A planned new EU telecoms watchdog will be funded with a mix of European Union and national government money, under a cross-party deal by European Parliament groups, a senior lawmaker said on Wednesday. "We managed to reach agreement on this just yesterday and I will be presenting an amendment for voting in plenary that will combine these two ways of funding," centre-right Spaniard Pilar del Castillo Vera told reporters.
"I expect to have the support of most political groups on this in the final vote. The Socialist group has communicated that and also the Liberals," del Castillo Vera said.
No figure will be included in the text on how much funding should come from the two sources, she added. The new body is part of a broader overhaul of European Union telecoms rules proposed by the bloc's telecoms commissioner, Viviane Reding.
Reding wants all the new body's funding to come from the bloc's budget as she fears funding from member states would make it more tied to national governments and less independent. "National financing, in whatever proportion, can only place the new body's credibility into question and opens the possibility for all kinds of administrative uncertainty," Reding said on Tuesday.
The new entity - the Body of European Regulators in Telecoms - is set to be adopted by parliament next week and will be a watered down version of a new super telecoms regulator that Reding had wanted. Parliament will also set up the new body under private, national law rather than as part of the European Union.
"I will fiercely oppose any move to transfer responsibility for EU telecoms regulation to a private body," Reding said. Catherine Trautmann, a French socialist also steering the package through parliament, said she expected a broad majority for adopting the changes to Reding's package next week so lawmakers have a strong position to negotiate with EU states on a final deal.
Parliament has joint say with EU states on the matter. The deal on BERT's funding removes the last major hurdle to parliament adopting by broad majorities two committee reports on the package.
"I think the funding of BERT was the key strategic issue and my view is the core strategic package is secure," British centre-right lawmaker Malcolm Harbour said. "Parliament next week will give overwhelming support to this package of changes," Harbour said.
Parliament is also set to scrap Reding's plan for the executive European Commission to have a veto over decisions taken by national telecom regulators. Instead, the assembly will give BERT the last word. If the Commission disagrees with a national regulator's proposal for boosting competition, the EU executive will have to have BERT's backing to alter it. Otherwise the proposal stands.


- YOUR GOAL -
In the material below, the lines containing the word "running" are required; copy each of them.
════════════════
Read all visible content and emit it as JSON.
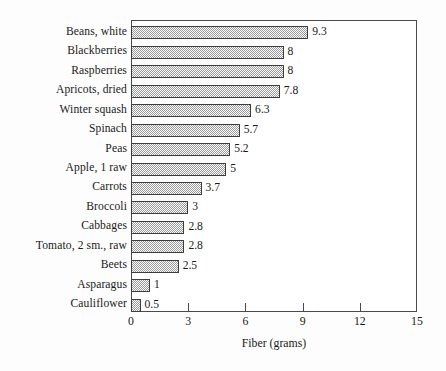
{
  "chart_data": {
    "type": "bar",
    "orientation": "horizontal",
    "title": "",
    "xlabel": "Fiber (grams)",
    "ylabel": "",
    "xlim": [
      0,
      15
    ],
    "xticks": [
      0,
      3,
      6,
      9,
      12,
      15
    ],
    "grid": false,
    "legend": false,
    "categories": [
      "Beans, white",
      "Blackberries",
      "Raspberries",
      "Apricots, dried",
      "Winter squash",
      "Spinach",
      "Peas",
      "Apple, 1 raw",
      "Carrots",
      "Broccoli",
      "Cabbages",
      "Tomato, 2 sm., raw",
      "Beets",
      "Asparagus",
      "Cauliflower"
    ],
    "values": [
      9.3,
      8,
      8,
      7.8,
      6.3,
      5.7,
      5.2,
      5,
      3.7,
      3,
      2.8,
      2.8,
      2.5,
      1,
      0.5
    ],
    "value_labels": [
      "9.3",
      "8",
      "8",
      "7.8",
      "6.3",
      "5.7",
      "5.2",
      "5",
      "3.7",
      "3",
      "2.8",
      "2.8",
      "2.5",
      "1",
      "0.5"
    ],
    "bar_fill": "#9a9a9a",
    "bar_border": "#3d3d3d",
    "axis_color": "#4a4a4a",
    "background": "#fdfdfd"
  }
}
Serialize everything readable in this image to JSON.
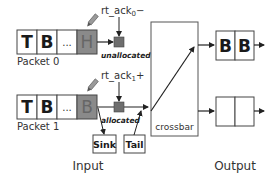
{
  "packets": [
    {
      "label": "Packet 0",
      "cells": [
        "T",
        "B",
        "...",
        "H"
      ],
      "head_cell_shaded": true,
      "ack_label": "rt_ack",
      "ack_sub": "0",
      "ack_sign": "−",
      "state": "unallocated"
    },
    {
      "label": "Packet 1",
      "cells": [
        "T",
        "B",
        "...",
        "B"
      ],
      "head_cell_shaded": true,
      "ack_label": "rt_ack",
      "ack_sub": "1",
      "ack_sign": "+",
      "state": "allocated"
    }
  ],
  "sink_label": "Sink",
  "tail_label": "Tail",
  "crossbar_label": "crossbar",
  "outputs": [
    {
      "cells": [
        "B",
        "B"
      ]
    },
    {
      "cells": [
        "",
        ""
      ]
    }
  ],
  "section_labels": {
    "input": "Input",
    "output": "Output"
  },
  "colors": {
    "shaded_cell": "#8a8a8a",
    "state_square": "#6e6e6e",
    "stroke": "#333333"
  }
}
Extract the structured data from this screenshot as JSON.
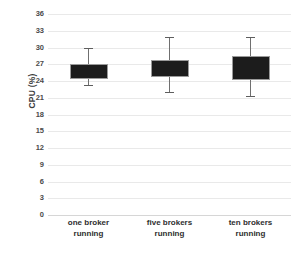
{
  "chart_data": {
    "type": "box",
    "title": "",
    "xlabel": "",
    "ylabel": "CPU (%)",
    "ylim": [
      0,
      36
    ],
    "ytick_step": 3,
    "yticks": [
      36,
      33,
      30,
      27,
      24,
      21,
      18,
      15,
      12,
      9,
      6,
      3,
      0
    ],
    "ytick_labels": [
      "36",
      "33",
      "30",
      "27",
      "24",
      "21",
      "18",
      "15",
      "12",
      "9",
      "6",
      "3",
      "0"
    ],
    "grid": true,
    "legend": "none",
    "categories": [
      "one broker running",
      "five brokers running",
      "ten brokers running"
    ],
    "category_lines": [
      [
        "one broker",
        "running"
      ],
      [
        "five brokers",
        "running"
      ],
      [
        "ten brokers",
        "running"
      ]
    ],
    "series": [
      {
        "name": "CPU usage",
        "boxes": [
          {
            "category": "one broker running",
            "whisker_low": 23.3,
            "box_low": 24.4,
            "box_high": 27.0,
            "whisker_high": 29.9
          },
          {
            "category": "five brokers running",
            "whisker_low": 22.0,
            "box_low": 24.8,
            "box_high": 27.8,
            "whisker_high": 31.9
          },
          {
            "category": "ten brokers running",
            "whisker_low": 21.3,
            "box_low": 24.1,
            "box_high": 28.5,
            "whisker_high": 31.9
          }
        ]
      }
    ],
    "colors": {
      "box_fill": "#1c1c1c",
      "box_border": "#9a9a9a",
      "whisker": "#6f6f6f",
      "gridline": "#e9e9e9",
      "tick_text": "#4a4a4a",
      "label_text": "#2e2e2e",
      "background": "#ffffff"
    }
  }
}
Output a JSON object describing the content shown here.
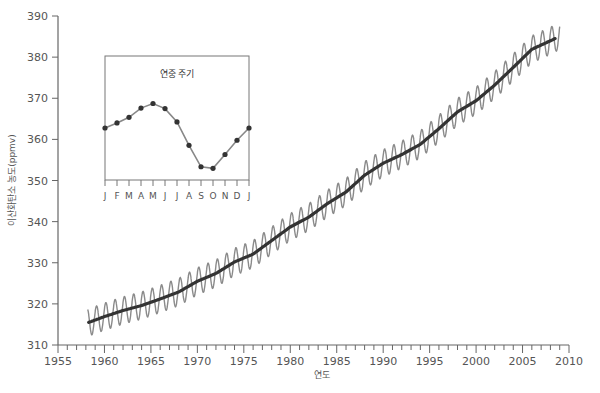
{
  "chart_data": {
    "type": "line",
    "title": "",
    "xlabel": "연도",
    "ylabel": "이산화탄소 농도(ppmv)",
    "xlim": [
      1955,
      2010
    ],
    "ylim": [
      310,
      390
    ],
    "x_ticks": [
      1955,
      1960,
      1965,
      1970,
      1975,
      1980,
      1985,
      1990,
      1995,
      2000,
      2005,
      2010
    ],
    "y_ticks": [
      310,
      320,
      330,
      340,
      350,
      360,
      370,
      380,
      390
    ],
    "grid": false,
    "legend": null,
    "series": [
      {
        "name": "annual_mean_trend",
        "style": "thick dark line",
        "color": "#333333",
        "x": [
          1958.3,
          1960,
          1962,
          1964,
          1966,
          1968,
          1970,
          1972,
          1974,
          1976,
          1978,
          1980,
          1982,
          1984,
          1986,
          1988,
          1990,
          1992,
          1994,
          1996,
          1998,
          2000,
          2002,
          2004,
          2006,
          2008.5
        ],
        "values": [
          315.5,
          316.9,
          318.4,
          319.6,
          321.2,
          322.9,
          325.5,
          327.4,
          330.2,
          332.1,
          335.4,
          338.7,
          341.1,
          344.4,
          347.2,
          351.3,
          354.2,
          356.3,
          358.8,
          362.6,
          366.7,
          369.4,
          373.2,
          377.5,
          381.9,
          384.5
        ]
      },
      {
        "name": "monthly_seasonal",
        "style": "thin grey oscillating line",
        "color": "#8a8a8a",
        "seasonal_amplitude_ppmv": 3.3,
        "x_range": [
          1958.2,
          2009
        ]
      }
    ],
    "inset": {
      "title": "연중 주기",
      "type": "line",
      "categories": [
        "J",
        "F",
        "M",
        "A",
        "M",
        "J",
        "J",
        "A",
        "S",
        "O",
        "N",
        "D",
        "J"
      ],
      "values": [
        0.0,
        1.0,
        2.1,
        3.9,
        4.8,
        3.8,
        1.2,
        -3.4,
        -7.6,
        -7.9,
        -5.2,
        -2.4,
        0.0
      ],
      "markers": true
    }
  }
}
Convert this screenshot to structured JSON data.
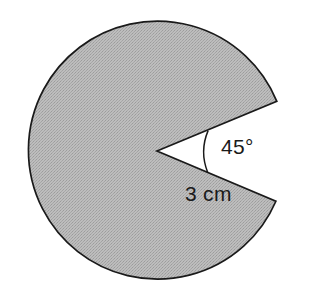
{
  "figure": {
    "kind": "circle-sector-diagram",
    "background_color": "#ffffff",
    "shape": {
      "name": "major-sector",
      "fill_color": "#b0b0b0",
      "fill_style": "dithered-gray-halftone",
      "stroke_color": "#1a1a1a",
      "stroke_width": 1.7,
      "center_x": 157,
      "center_y": 151,
      "radius_px": 129,
      "notch_angle_deg": 45,
      "notch_upper_edge_deg": 21.7,
      "notch_lower_edge_deg": -22.9,
      "shaded_sweep_deg": 315
    },
    "angle_arc": {
      "name": "angle-arc",
      "stroke_color": "#1a1a1a",
      "radius_px": 55
    },
    "labels": {
      "angle": "45°",
      "radius": "3 cm"
    }
  }
}
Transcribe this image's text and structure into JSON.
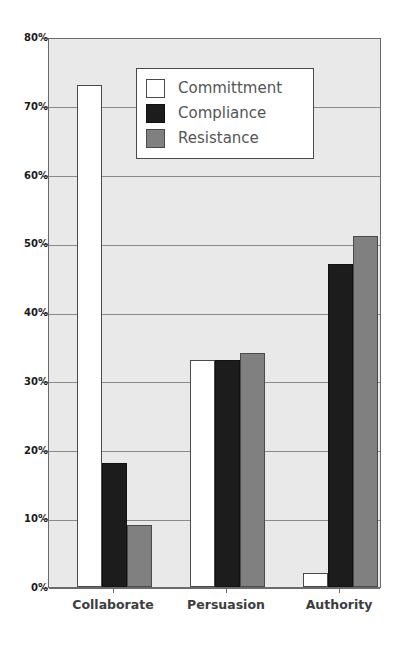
{
  "chart_data": {
    "type": "bar",
    "title": "",
    "xlabel": "",
    "ylabel": "",
    "categories": [
      "Collaborate",
      "Persuasion",
      "Authority"
    ],
    "series": [
      {
        "name": "Committment",
        "color": "#ffffff",
        "values": [
          73,
          33,
          2
        ]
      },
      {
        "name": "Compliance",
        "color": "#1c1c1c",
        "values": [
          18,
          33,
          47
        ]
      },
      {
        "name": "Resistance",
        "color": "#808080",
        "values": [
          9,
          34,
          51
        ]
      }
    ],
    "ylim": [
      0,
      80
    ],
    "ytick_step": 10,
    "ytick_labels": [
      "0%",
      "10%",
      "20%",
      "30%",
      "40%",
      "50%",
      "60%",
      "70%",
      "80%"
    ],
    "ytick_values": [
      0,
      10,
      20,
      30,
      40,
      50,
      60,
      70,
      80
    ],
    "value_suffix": "%",
    "grid": true,
    "grid_axis": "y",
    "legend_position": "upper-center",
    "plot_background": "#e9e9e9",
    "grid_color": "#8a8a8a",
    "axis_color": "#6b6b6b"
  },
  "legend": {
    "items": [
      {
        "label": "Committment",
        "swatch": "legend-swatch-committment"
      },
      {
        "label": "Compliance",
        "swatch": "legend-swatch-compliance"
      },
      {
        "label": "Resistance",
        "swatch": "legend-swatch-resistance"
      }
    ]
  }
}
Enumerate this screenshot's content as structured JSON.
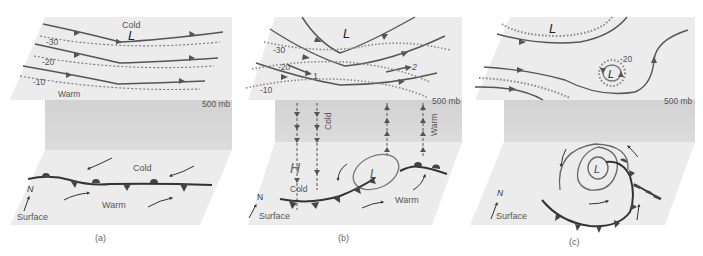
{
  "panels": [
    {
      "id": "a",
      "caption": "(a)",
      "upper": {
        "level_label": "500 mb",
        "low_label": "L",
        "cold_label": "Cold",
        "warm_label": "Warm",
        "isotherms": [
          "-30",
          "-20",
          "-10"
        ]
      },
      "surface": {
        "label": "Surface",
        "north_label": "N",
        "cold_label": "Cold",
        "warm_label": "Warm",
        "front_type": "stationary"
      }
    },
    {
      "id": "b",
      "caption": "(b)",
      "upper": {
        "level_label": "500 mb",
        "low_label": "L",
        "isotherms": [
          "-30",
          "-20",
          "-10"
        ],
        "markers": [
          "1",
          "2"
        ]
      },
      "column": {
        "cold_label": "Cold",
        "warm_label": "Warm"
      },
      "surface": {
        "label": "Surface",
        "north_label": "N",
        "high_label": "H",
        "low_label": "L",
        "cold_label": "Cold",
        "warm_label": "Warm",
        "front_type": "cold-and-warm"
      }
    },
    {
      "id": "c",
      "caption": "(c)",
      "upper": {
        "level_label": "500 mb",
        "low_label": "L",
        "cutoff_low_label": "L",
        "isotherms": [
          "-20"
        ]
      },
      "surface": {
        "label": "Surface",
        "north_label": "N",
        "low_label": "L",
        "front_type": "occluded"
      }
    }
  ],
  "colors": {
    "plane": "#ececec",
    "column": "#d6d6d6",
    "streamline": "#555555",
    "isotherm": "#8a8a8a",
    "front": "#444444",
    "isobar": "#777777"
  }
}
════════════════
- THE ANSWER -
      "one broker running",
      "five brokers running",
      "ten brokers running"
        "running"
        "running"
        "running"
            "category": "one broker running",
            "category": "five brokers running",
            "category": "ten brokers running",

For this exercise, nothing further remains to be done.